What is the R9X Hellfire, the precision ‘ninja bomb’ that killed al-Zawahiri?

Al Qaeda leader Ayman al-Zawahiri was killed Monday by America’s secretive and gruesome R9X Hellfire missile — which is also known as the “flying Ginsu.”

The strangest variant in the Hellfire family of missiles — built as a precision weapon of targeted assassination — the R9X’s most distinguishing characteristic is that it doesn’t explode and simply uses its weight, momentum and blade-like appendages to kill.

First revealed by the Wall Street Journal in 2019, the modified R9X trades the standard Hellfire’s explosive warhead for a halo of six metal fins that look like swords and are sharp enough to slice through concrete and steel on their way to a target.

The lethal payload has earned the R9X nicknames like “the flying Ginsu” or “the Ninja bomb” within the defense community.

Designed to be launched from an unmanned drone, the 100-pound R9X deploys the blades through its skin while in flight.

One US official described the weapon to the Wall Street Journal as a “speeding anvil” falling from the sky — with knives.

The R9X uses its weight, momentum and blade-like appendages to kill.
Hellfire missile from helicopter.
The R9X originated during the Cold War as an anti-tank missile designed to be fired from a helicopter.
Lockheed Martin
A U.S. Air Force MQ-1B Predator unmanned aerial vehicle (UAV), carrying a Hellfire missile.
A US Air Force MQ-1B Predator unmanned aerial vehicle carrying a Hellfire missile.
John Moore/Getty Images
AH-1W attack helicopters launch Hellfire missiles during the live fire Han Kuang military exercise.
AH-1W attack helicopters launch Hellfire missiles during the live-fire Han Kuang military exercise.
Tyrone Siu/REUTERS

To its proponents in the US defense community, the weapon’s design allows it to minimize collateral casualties, smashing into and slicing through a lone target rather than exploding in an expanding ball of hot shrapnel like a conventional Hellfire.

Some have even suggested the weapon — which originated during the Cold War as an anti-tank missile designed to be fired from a helicopter — could kill the passenger of a car without harming the driver.

Those claims have not been verified, and neither has the missile itself — the US government remains tight-lipped in public about its very existence.

The weapon’s use is usually suggested by a tell-tale entry hole and a lack of explosion damage.

The R9X is believed to have been used only a half-dozen times since its development began in 2011. It was likely first fielded in 2017.

Officials have said the weapon requires very accurate intelligence precisely because it is supposedly so accurate — one would need to know not simply which car or building a target was in, but specifically where they were sitting or standing.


§ **Your objective**
Check each line of the records below for the word "cookies" and copy those where it appears.

§ **Dataset content**

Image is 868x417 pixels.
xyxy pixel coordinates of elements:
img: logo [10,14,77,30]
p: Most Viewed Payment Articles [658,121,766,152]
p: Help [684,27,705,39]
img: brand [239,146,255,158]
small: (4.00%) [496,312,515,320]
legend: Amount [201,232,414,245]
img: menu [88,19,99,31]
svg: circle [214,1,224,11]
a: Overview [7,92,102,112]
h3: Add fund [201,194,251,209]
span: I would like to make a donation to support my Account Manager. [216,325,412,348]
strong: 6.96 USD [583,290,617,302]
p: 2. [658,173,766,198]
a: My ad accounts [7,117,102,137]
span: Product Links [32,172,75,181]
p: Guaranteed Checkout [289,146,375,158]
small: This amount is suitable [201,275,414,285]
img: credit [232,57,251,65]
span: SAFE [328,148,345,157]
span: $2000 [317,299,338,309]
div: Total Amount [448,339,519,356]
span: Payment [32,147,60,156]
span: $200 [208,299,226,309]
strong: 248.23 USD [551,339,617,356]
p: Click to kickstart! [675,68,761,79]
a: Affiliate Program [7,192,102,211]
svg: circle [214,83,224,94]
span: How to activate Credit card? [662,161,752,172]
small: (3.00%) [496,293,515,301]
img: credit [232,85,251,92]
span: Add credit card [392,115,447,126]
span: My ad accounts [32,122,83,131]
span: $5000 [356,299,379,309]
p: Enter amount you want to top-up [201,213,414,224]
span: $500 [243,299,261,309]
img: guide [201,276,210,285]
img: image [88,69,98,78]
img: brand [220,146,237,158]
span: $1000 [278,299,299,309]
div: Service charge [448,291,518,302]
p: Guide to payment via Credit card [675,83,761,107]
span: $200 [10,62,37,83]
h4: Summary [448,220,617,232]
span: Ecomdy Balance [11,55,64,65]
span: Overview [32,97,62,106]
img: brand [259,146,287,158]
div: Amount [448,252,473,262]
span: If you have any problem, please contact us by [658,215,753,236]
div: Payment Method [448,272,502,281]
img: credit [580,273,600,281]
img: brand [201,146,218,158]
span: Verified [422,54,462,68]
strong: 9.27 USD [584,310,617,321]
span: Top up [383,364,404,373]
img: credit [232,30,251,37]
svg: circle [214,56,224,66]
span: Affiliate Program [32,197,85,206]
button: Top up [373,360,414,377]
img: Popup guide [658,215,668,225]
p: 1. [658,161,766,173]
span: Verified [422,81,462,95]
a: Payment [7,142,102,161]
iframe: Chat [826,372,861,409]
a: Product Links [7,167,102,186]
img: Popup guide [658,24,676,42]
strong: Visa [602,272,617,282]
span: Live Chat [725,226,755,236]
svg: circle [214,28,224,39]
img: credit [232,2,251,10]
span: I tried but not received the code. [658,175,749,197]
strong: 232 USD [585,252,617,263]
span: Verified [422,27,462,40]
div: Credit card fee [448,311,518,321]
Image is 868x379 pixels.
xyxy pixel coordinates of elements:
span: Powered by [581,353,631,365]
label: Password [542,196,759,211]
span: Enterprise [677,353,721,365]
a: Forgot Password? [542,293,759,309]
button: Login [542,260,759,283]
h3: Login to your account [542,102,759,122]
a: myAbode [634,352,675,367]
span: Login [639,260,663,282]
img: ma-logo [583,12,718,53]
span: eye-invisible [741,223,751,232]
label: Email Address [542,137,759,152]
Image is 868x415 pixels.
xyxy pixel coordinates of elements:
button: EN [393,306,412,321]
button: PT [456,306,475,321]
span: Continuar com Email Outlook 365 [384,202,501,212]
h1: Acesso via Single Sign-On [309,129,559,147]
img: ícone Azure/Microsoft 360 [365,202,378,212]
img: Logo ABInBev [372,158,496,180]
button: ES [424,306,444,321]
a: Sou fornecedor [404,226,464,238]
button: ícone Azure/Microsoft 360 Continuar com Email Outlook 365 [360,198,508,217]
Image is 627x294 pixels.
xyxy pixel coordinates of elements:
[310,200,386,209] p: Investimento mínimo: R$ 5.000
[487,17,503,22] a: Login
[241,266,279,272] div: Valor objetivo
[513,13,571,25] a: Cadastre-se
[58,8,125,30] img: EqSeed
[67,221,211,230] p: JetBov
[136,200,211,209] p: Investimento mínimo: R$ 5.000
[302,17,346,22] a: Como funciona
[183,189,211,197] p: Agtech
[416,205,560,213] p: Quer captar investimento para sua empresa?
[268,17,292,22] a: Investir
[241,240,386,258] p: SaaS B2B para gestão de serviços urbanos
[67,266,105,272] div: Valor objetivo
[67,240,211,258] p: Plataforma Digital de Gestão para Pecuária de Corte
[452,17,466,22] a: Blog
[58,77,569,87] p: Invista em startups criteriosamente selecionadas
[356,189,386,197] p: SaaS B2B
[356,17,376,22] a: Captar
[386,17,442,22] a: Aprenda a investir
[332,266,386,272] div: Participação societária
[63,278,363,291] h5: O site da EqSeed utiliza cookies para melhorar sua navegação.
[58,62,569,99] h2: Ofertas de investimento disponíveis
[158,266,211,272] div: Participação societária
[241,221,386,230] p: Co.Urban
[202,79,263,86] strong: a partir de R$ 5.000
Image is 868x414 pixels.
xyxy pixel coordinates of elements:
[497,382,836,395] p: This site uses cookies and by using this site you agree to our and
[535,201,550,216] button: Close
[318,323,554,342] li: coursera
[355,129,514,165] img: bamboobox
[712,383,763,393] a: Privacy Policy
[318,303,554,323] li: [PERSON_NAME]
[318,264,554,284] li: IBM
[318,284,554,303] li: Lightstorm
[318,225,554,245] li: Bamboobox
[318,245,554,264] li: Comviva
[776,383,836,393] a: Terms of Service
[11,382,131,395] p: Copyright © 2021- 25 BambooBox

...

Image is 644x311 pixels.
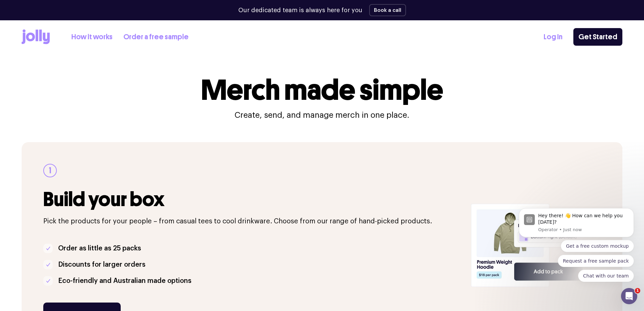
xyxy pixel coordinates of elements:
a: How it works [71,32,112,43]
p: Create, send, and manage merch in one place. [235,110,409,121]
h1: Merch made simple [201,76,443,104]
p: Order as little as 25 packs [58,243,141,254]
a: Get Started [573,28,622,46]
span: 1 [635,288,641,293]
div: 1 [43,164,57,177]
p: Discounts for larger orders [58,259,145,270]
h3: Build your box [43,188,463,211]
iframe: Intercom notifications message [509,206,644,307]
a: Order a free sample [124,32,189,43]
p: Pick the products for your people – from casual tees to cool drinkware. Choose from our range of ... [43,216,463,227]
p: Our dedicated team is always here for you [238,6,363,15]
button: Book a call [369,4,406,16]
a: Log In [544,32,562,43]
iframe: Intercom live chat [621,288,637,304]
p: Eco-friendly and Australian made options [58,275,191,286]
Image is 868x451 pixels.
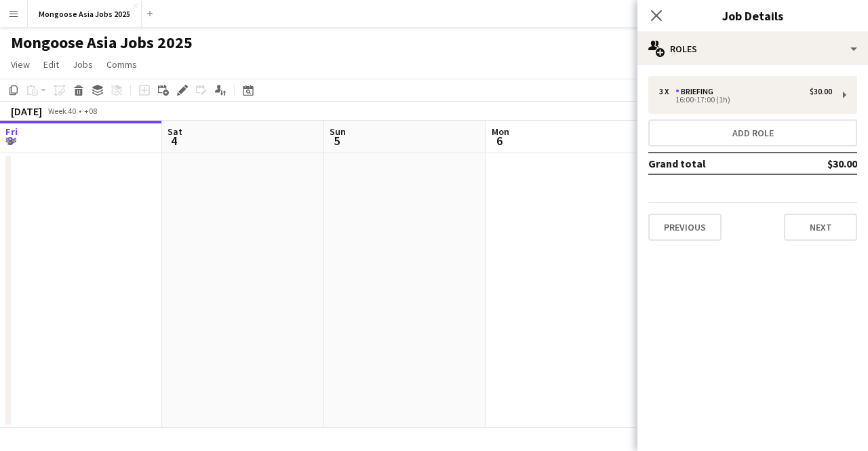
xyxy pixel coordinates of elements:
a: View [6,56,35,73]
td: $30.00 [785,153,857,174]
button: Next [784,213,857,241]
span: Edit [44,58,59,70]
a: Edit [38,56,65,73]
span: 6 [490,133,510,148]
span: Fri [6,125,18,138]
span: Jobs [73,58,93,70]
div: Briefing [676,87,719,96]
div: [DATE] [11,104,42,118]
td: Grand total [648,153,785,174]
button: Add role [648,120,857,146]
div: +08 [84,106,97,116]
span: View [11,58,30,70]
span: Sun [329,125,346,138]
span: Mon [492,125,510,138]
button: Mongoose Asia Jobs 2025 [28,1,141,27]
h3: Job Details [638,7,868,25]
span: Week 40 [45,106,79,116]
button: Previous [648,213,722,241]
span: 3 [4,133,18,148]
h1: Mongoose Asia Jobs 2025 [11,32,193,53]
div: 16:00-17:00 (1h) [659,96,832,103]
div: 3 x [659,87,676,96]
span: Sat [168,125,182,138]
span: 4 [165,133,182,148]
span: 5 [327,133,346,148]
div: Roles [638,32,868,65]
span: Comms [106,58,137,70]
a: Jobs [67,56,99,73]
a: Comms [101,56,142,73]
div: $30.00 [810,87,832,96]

* * *

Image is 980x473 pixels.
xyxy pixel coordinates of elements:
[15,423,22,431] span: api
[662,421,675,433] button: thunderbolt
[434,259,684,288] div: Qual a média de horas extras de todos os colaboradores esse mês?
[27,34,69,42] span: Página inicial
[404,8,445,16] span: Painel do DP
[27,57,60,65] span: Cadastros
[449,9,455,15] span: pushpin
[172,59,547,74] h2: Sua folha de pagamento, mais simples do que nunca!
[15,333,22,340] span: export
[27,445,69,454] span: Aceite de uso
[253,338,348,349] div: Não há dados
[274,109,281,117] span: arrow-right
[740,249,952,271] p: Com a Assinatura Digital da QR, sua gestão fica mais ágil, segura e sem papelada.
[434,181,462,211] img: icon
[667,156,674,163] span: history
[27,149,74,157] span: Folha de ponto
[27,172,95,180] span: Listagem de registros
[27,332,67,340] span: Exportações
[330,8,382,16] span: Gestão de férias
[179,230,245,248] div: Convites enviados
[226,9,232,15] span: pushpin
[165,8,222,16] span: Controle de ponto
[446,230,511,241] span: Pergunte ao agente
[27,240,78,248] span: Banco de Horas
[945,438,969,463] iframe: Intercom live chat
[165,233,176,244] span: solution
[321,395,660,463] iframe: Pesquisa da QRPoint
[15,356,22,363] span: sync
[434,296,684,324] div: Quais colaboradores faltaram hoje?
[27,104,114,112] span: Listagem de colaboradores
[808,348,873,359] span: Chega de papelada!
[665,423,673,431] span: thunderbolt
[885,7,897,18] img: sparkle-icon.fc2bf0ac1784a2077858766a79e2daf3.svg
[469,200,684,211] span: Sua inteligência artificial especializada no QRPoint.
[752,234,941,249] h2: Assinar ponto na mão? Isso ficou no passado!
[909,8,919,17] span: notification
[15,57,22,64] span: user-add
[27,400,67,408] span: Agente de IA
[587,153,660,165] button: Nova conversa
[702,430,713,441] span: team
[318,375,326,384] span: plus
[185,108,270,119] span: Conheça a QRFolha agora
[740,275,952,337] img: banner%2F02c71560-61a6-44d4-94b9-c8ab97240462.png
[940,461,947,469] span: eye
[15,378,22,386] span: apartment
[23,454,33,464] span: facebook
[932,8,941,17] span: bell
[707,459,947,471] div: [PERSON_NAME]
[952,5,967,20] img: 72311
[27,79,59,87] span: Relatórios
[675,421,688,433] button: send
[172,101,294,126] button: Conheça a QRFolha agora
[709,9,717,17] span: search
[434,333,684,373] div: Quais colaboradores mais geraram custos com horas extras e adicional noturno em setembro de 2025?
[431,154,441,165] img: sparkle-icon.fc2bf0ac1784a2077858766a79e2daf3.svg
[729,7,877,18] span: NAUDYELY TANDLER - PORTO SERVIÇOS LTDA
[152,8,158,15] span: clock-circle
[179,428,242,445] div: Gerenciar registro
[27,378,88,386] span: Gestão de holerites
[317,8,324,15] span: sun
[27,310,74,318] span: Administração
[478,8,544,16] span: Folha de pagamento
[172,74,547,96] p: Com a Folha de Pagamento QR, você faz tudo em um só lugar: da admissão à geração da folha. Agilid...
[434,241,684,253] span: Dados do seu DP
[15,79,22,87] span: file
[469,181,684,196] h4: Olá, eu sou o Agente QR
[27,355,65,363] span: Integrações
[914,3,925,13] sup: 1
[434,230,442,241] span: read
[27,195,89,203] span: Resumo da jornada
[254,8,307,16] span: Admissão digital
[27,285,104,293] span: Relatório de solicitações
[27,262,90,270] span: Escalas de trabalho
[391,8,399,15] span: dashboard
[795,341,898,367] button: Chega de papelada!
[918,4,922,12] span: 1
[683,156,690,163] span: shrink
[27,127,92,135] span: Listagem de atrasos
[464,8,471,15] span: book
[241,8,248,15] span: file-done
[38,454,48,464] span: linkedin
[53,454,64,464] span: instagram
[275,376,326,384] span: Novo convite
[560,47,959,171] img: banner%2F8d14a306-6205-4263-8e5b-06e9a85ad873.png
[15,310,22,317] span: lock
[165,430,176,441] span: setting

§ **Answer for the task**
[63,278,363,291] h5: O site da EqSeed utiliza cookies para melhorar sua navegação.
[497,382,836,395] p: This site uses cookies and by using this site you agree to our and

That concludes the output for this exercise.